Saturday, 30 June 2007

Before They Were Stars


The cover states 'Lilliput is a man's magazine' - and it certainly is.

There's nothing within the pages that could possibly interest the woman of 1956 - and pictorially little that would interest the man of 2007.

Founded in 1937, the British magazine at this time featured a single two page photo spread of its featured starlet, cover girl Jill Ireland, and but two other exceedingly demure photos of attractive up and comers in the film world.

Ms Ireland went on to a successful acting career in film and television and married actor David McCallum the year after this magazine was published. They were divorced in 1967 and she wed actor Charles Bronson the following year. The Internet Movie Database reports that McCallum had introduced his wife to Bronson when the two men were co-starring in 1963's The Great Escape.

Ireland died in 1990 of breast cancer, having undergone a mastectomy in 1984. Her death left husband Bronson bereft and he did not remarry for eight years, an eternity in Hollywood terms. Bronson passed away in 2003.

Whether Lilliput generally had the inside dope on just who was going 'to make it' amongst the filmland hopefuls they featured is unknown but they certainly scored a hat-trick with this edition.

Judi Boutin was a young Ice Follies star who turned to acting after a series of accidents - including breaking her back - forced her out of skating. She went on to success on a series of TV shows under the name Judi Meredith. She's still alive but her last acting role appears to have been in 1973.

Sara Shane was hardly a young starlet in 1956 - she was already 30 and had bit parts in Easter Parade (1948), Neptune's Daughter (1949), Sign of the Pagan (1954) and Magnificent Obsession (1954). When featured in Lillput, she was working on The King and Four Queens with Clark Gable and her film career peaked with the Jane-like role opposite Gordon Scott in Tarzan's Greatest Adventure (1959). She moved into TV after that but retired from acting in her late 30s. IMDB reports:

She turned to writing and began to devote herself to the study of pharmaceuticals. She wrote two books "Zulma" and "Take Control of Your Health and Escape the Sickness Industry," the first one a work of fiction and the second a book promoting healthy living. She eventually moved to Australia to avoid the Los Angeles pollution and, at age 80, still lives happily...and healthily...on her 5 acres of land.
The rest of the magazine devotes itself to such men's issues as
'Improve Your Control' with hints on dribbling and ball handling but not in the realm one might expect from later titles - it's a pictorial 'how to' on soccer featuring Fulham FC Captain and England international star Johnny Haynes.

Otherwise, the magazine is repleat with war and adventure stories, articles on the right raincoat to wear to the races and ads for cigarettes, electric shavers and such indispensible after-market auto accessories as Smith's Car Heaters.

Wikipedia notes that Lilliput was merged in August 1960 with Men Only magazine 'which only later became pornographic'. Certainly in 1956, the Jill Ireland centrespread contains nothing to offend anyone but ones prudish maiden aunt and the hint of negligee in the picture of Judi Boutin is offset by the friendly domesticity of her expression - more the young wife suggesting hubby stop reading 'The Blag At The Bailey' and come to the marital bed than the hussy revving up for a romp. Indeed, the only place you'll see a bare breast or bottom is in the cartoons.

Nonetheless, it's a fair bet a chap didn't read Lilliput outside the privacy of his own home or perhaps down the shed.

A mere 14 years later, in 1970, the first topless 'Page 3 Girl' (Wikipedia entry) appeared in British newspaper The Sun and within a few years were openly ogled on the buses.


**Problem to work on:**
Give the listing below again exactly, but without any of its pictures.

**Data under study:**
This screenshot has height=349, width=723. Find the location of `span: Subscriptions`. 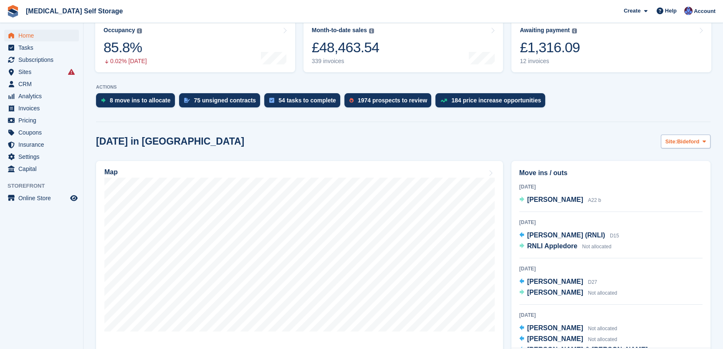

span: Subscriptions is located at coordinates (43, 60).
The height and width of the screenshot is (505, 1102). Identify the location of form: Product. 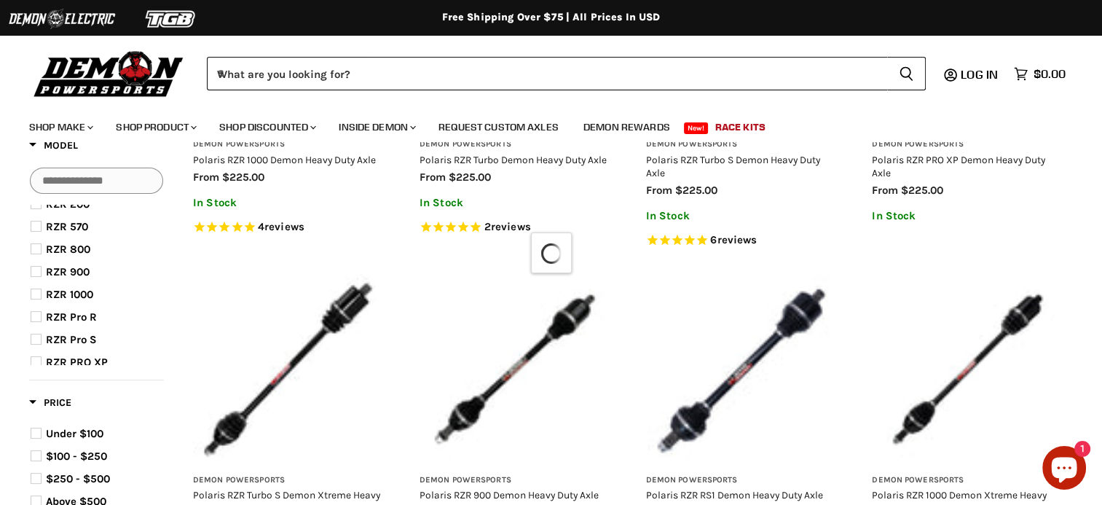
(566, 74).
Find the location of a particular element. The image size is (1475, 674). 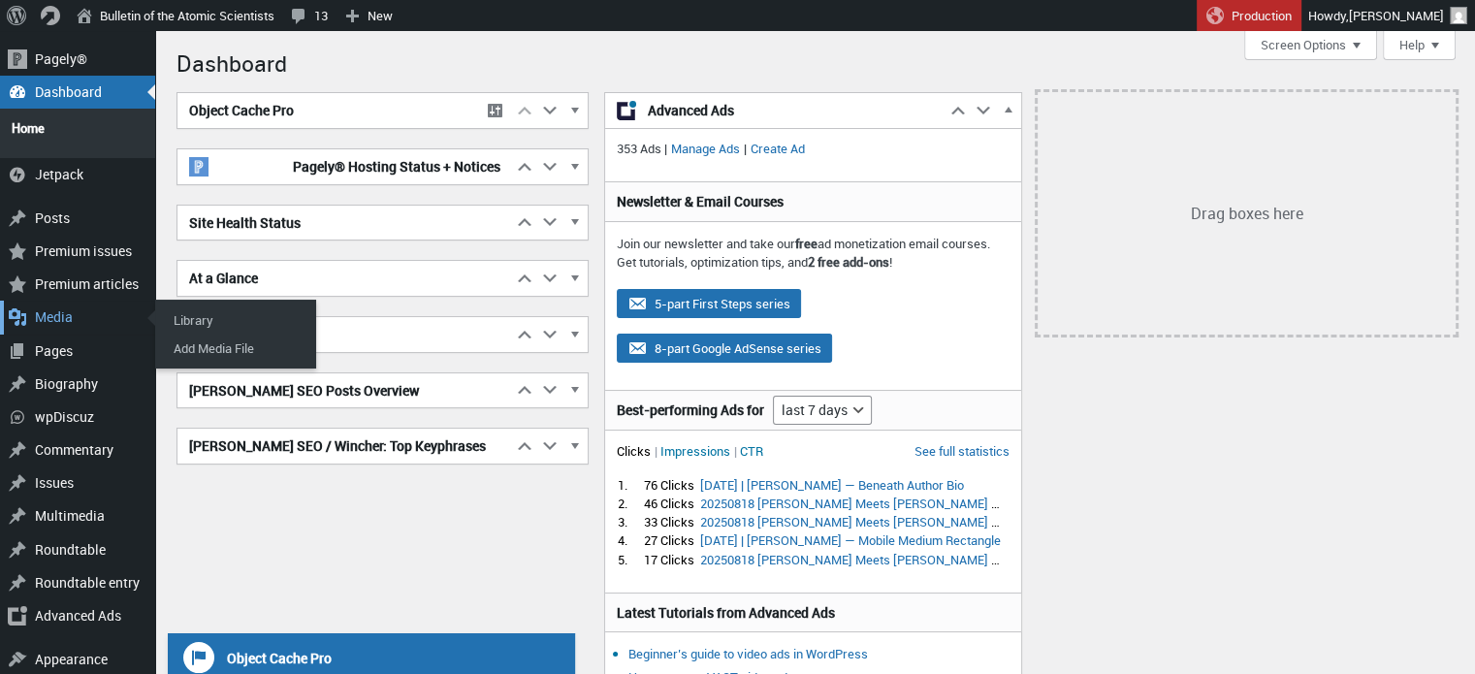

div: 33 Clicks is located at coordinates (671, 522).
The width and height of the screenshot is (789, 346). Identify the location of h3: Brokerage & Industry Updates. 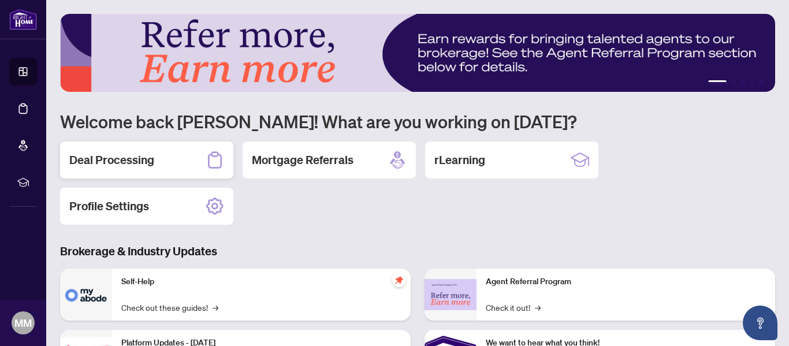
(418, 251).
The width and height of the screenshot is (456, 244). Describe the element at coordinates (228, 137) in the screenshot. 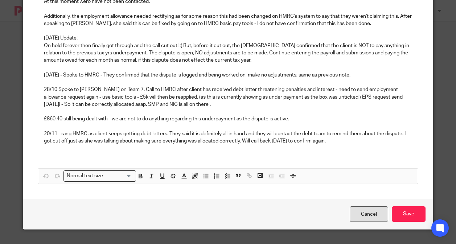

I see `p: 20/11 - rang HMRC as client keeps getting debt letters. They said it is definitely all in hand an...` at that location.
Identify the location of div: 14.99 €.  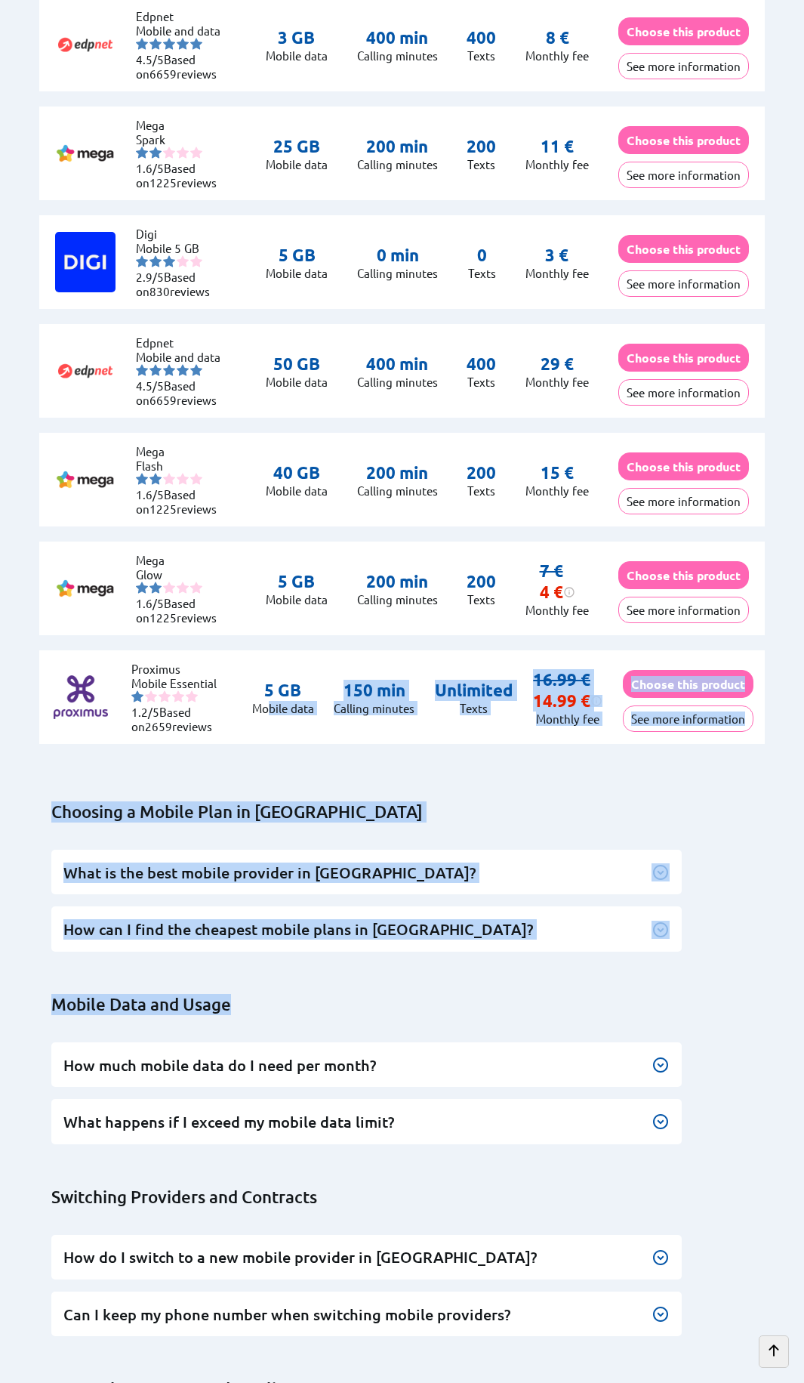
(568, 701).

**Task result:**
This screenshot has height=349, width=723. Find the location of `span: Subscriptions`. 

span: Subscriptions is located at coordinates (43, 60).
The height and width of the screenshot is (505, 1102). Identify the location of form: Product. 
(566, 74).
Find the location of a particular element. The image size is (1475, 674). 

div: 33 Clicks is located at coordinates (671, 522).
The width and height of the screenshot is (789, 346). Identify the location of h3: Brokerage & Industry Updates. 
(418, 251).
The width and height of the screenshot is (456, 244). Describe the element at coordinates (228, 137) in the screenshot. 

I see `p: 20/11 - rang HMRC as client keeps getting debt letters. They said it is definitely all in hand an...` at that location.
Identify the location of div: 14.99 €.  
(568, 701).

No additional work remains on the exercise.